When I was a kid my father owned a music store in our small town. My sisters and I loved to go dig through the stacks of Billboard magazine and pull out photos to hang on our bedroom wall. It made us kind of mini-celebrities with friends who couldn’t believe we were lucky enough to actually be able to hold an issue of Billboard, not just hear the name on the Top 10 countdown shows.
All these years later I accidentally met the former Editor-in-Chief, Adam White, through the web and am very excited to have him as a guest on my show!
An expert on Motown, Adam wrote the book Motown: The Sound of Young America with Barney Ales.
Barney Ales was Motown’s head of sales, the man who helped founder Berry Gordy build the company into a force that disrupted the music industry. He and White had been friends since they met in the 60’s when White was covering Motown for a British music magazine.
Their book is the authoritative source on Motown, one that Goldmine magazine says “effectively tears up every Motown history that has ever been published in the past, because you know that this time, the story is true.”
Adam joined Billboard in 1978 and worked his way up to International Editor, Managing Editor and finally Editor-In-Chief. After 20 years with Billboard, he joined Universal Music Group International as VP of Communications in 2002. He retired from Universal in 2012 and Motown: The Sound of Young America was published in 2016.
His website has a plethora of posts with behind-the-scenes stories and I highly recommend it for any music lover. That’s actually how I met him, after reading an article written about an interview with my cousin, Charles Kipps, about writing and producing Walk Away From Love for David Ruffin.

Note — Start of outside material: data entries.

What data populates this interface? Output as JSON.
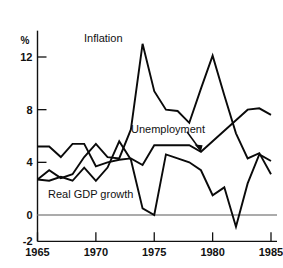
{
  "chart_data": {
    "type": "line",
    "title": "",
    "subtitle": "",
    "xlabel": "",
    "ylabel": "",
    "unit_label": "%",
    "xlim": [
      1965,
      1985
    ],
    "ylim": [
      -2,
      14
    ],
    "grid": false,
    "legend": "inline-annotations",
    "x_ticks": [
      "1965",
      "1970",
      "1975",
      "1980",
      "1985"
    ],
    "x_tick_values": [
      1965,
      1970,
      1975,
      1980,
      1985
    ],
    "y_ticks": [
      "12",
      "8",
      "4",
      "0",
      "-2"
    ],
    "y_tick_values": [
      12,
      8,
      4,
      0,
      -2
    ],
    "x": [
      1965,
      1966,
      1967,
      1968,
      1969,
      1970,
      1971,
      1972,
      1973,
      1974,
      1975,
      1976,
      1977,
      1978,
      1979,
      1980,
      1981,
      1982,
      1983,
      1984,
      1985
    ],
    "series": [
      {
        "name": "Inflation",
        "label": "Inflation",
        "values": [
          2.7,
          3.4,
          2.8,
          3.1,
          4.4,
          5.4,
          4.4,
          4.3,
          6.5,
          13.0,
          9.4,
          8.0,
          7.9,
          7.0,
          9.6,
          12.1,
          9.1,
          6.2,
          4.3,
          4.7,
          3.1
        ]
      },
      {
        "name": "Unemployment",
        "label": "Unemployment",
        "values": [
          5.2,
          5.2,
          4.4,
          5.4,
          5.4,
          3.7,
          4.0,
          4.2,
          4.3,
          3.8,
          5.3,
          5.3,
          5.3,
          5.3,
          4.8,
          5.6,
          6.4,
          7.2,
          8.0,
          8.1,
          7.6
        ]
      },
      {
        "name": "Real GDP growth",
        "label": "Real GDP growth",
        "values": [
          2.7,
          2.6,
          2.9,
          2.6,
          3.6,
          2.6,
          3.6,
          5.6,
          4.2,
          0.5,
          0.0,
          4.6,
          4.3,
          4.0,
          3.4,
          1.5,
          2.1,
          -0.9,
          2.4,
          4.6,
          4.1
        ]
      }
    ],
    "annotations": [
      {
        "name": "unemployment-pointer",
        "text": "",
        "points_to_x": 1979,
        "points_to_y": 4.8
      }
    ]
  }
}
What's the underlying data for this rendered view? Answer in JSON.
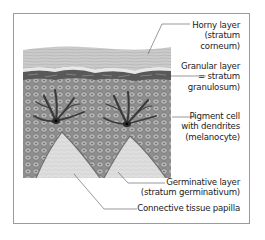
{
  "diagram": {
    "colors": {
      "frame": "#9a9a9a",
      "horny_layer": "#c9c9c9",
      "granular_layer": "#5a5a5a",
      "cell_layer": "#9d9d9d",
      "papilla": "#dcdcdc",
      "melanocyte": "#2e2e2e",
      "text": "#222222"
    },
    "labels": [
      {
        "id": "horny",
        "lines": [
          "Horny layer",
          "(stratum",
          "corneum)"
        ]
      },
      {
        "id": "granular",
        "lines": [
          "Granular layer",
          "= stratum",
          "granulosum)"
        ]
      },
      {
        "id": "pigment",
        "lines": [
          "Pigment cell",
          "with dendrites",
          "(melanocyte)"
        ]
      },
      {
        "id": "germinative",
        "lines": [
          "Germinative layer",
          "(stratum germinativum)"
        ]
      },
      {
        "id": "papilla",
        "lines": [
          "Connective tissue papilla"
        ]
      }
    ]
  }
}
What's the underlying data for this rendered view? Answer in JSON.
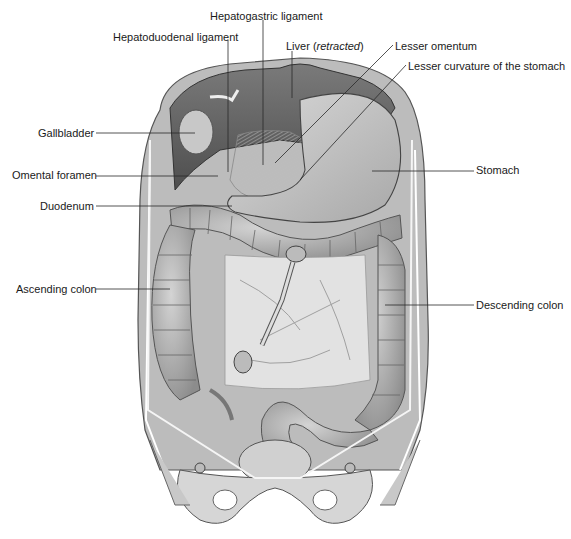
{
  "figure": {
    "labels": [
      {
        "id": "hepatogastric-ligament",
        "text": "Hepatogastric ligament",
        "x": 210,
        "y": 10
      },
      {
        "id": "hepatoduodenal-ligament",
        "text": "Hepatoduodenal ligament",
        "x": 113,
        "y": 31
      },
      {
        "id": "liver",
        "text": "Liver (",
        "italic": "retracted",
        "suffix": ")",
        "x": 286,
        "y": 40
      },
      {
        "id": "lesser-omentum",
        "text": "Lesser omentum",
        "x": 395,
        "y": 40
      },
      {
        "id": "lesser-curvature",
        "text": "Lesser curvature of the stomach",
        "x": 408,
        "y": 60
      },
      {
        "id": "gallbladder",
        "text": "Gallbladder",
        "x": 38,
        "y": 127
      },
      {
        "id": "omental-foramen",
        "text": "Omental foramen",
        "x": 12,
        "y": 169
      },
      {
        "id": "stomach",
        "text": "Stomach",
        "x": 476,
        "y": 164
      },
      {
        "id": "duodenum",
        "text": "Duodenum",
        "x": 40,
        "y": 200
      },
      {
        "id": "ascending-colon",
        "text": "Ascending colon",
        "x": 16,
        "y": 283
      },
      {
        "id": "descending-colon",
        "text": "Descending colon",
        "x": 476,
        "y": 299
      }
    ],
    "colors": {
      "background": "#ffffff",
      "label_text": "#1a1a1a",
      "leader_line": "#2a2a2a",
      "tissue_dark": "#5a5a5a",
      "tissue_mid": "#9a9a9a",
      "tissue_light": "#cfcfcf",
      "tissue_pale": "#e6e6e6"
    }
  }
}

According to White’s site, “Among the artists, songwriters, musicians and businessmen Adam has interviewed are Al Bell, Ahmet Ertegun, Marvin Gaye, Berry Gordy, Holland/Dozier/Holland, Michael Jackson, Jay Lasker, Curtis Mayfield, Lionel Richie, Smokey Robinson, Nile Rodgers, Diana Ross, Mickey Stevenson, Henry Stone, Earl Van Dyke, Jerry Wexler, Maurice White and Stevie Wonder. In 1993, he co-authored (with Fred Bronson) The Billboard Book Of Number One Rhythm & Blues Hits. In 2005, his liner notes for Heaven Must Have Sent You: The Holland/Dozier/Holland Story were Grammy-nominated. Adam has scripted, presented and appeared in music documentaries on both sides of the Atlantic, including The Motown Invasion for the BBC.”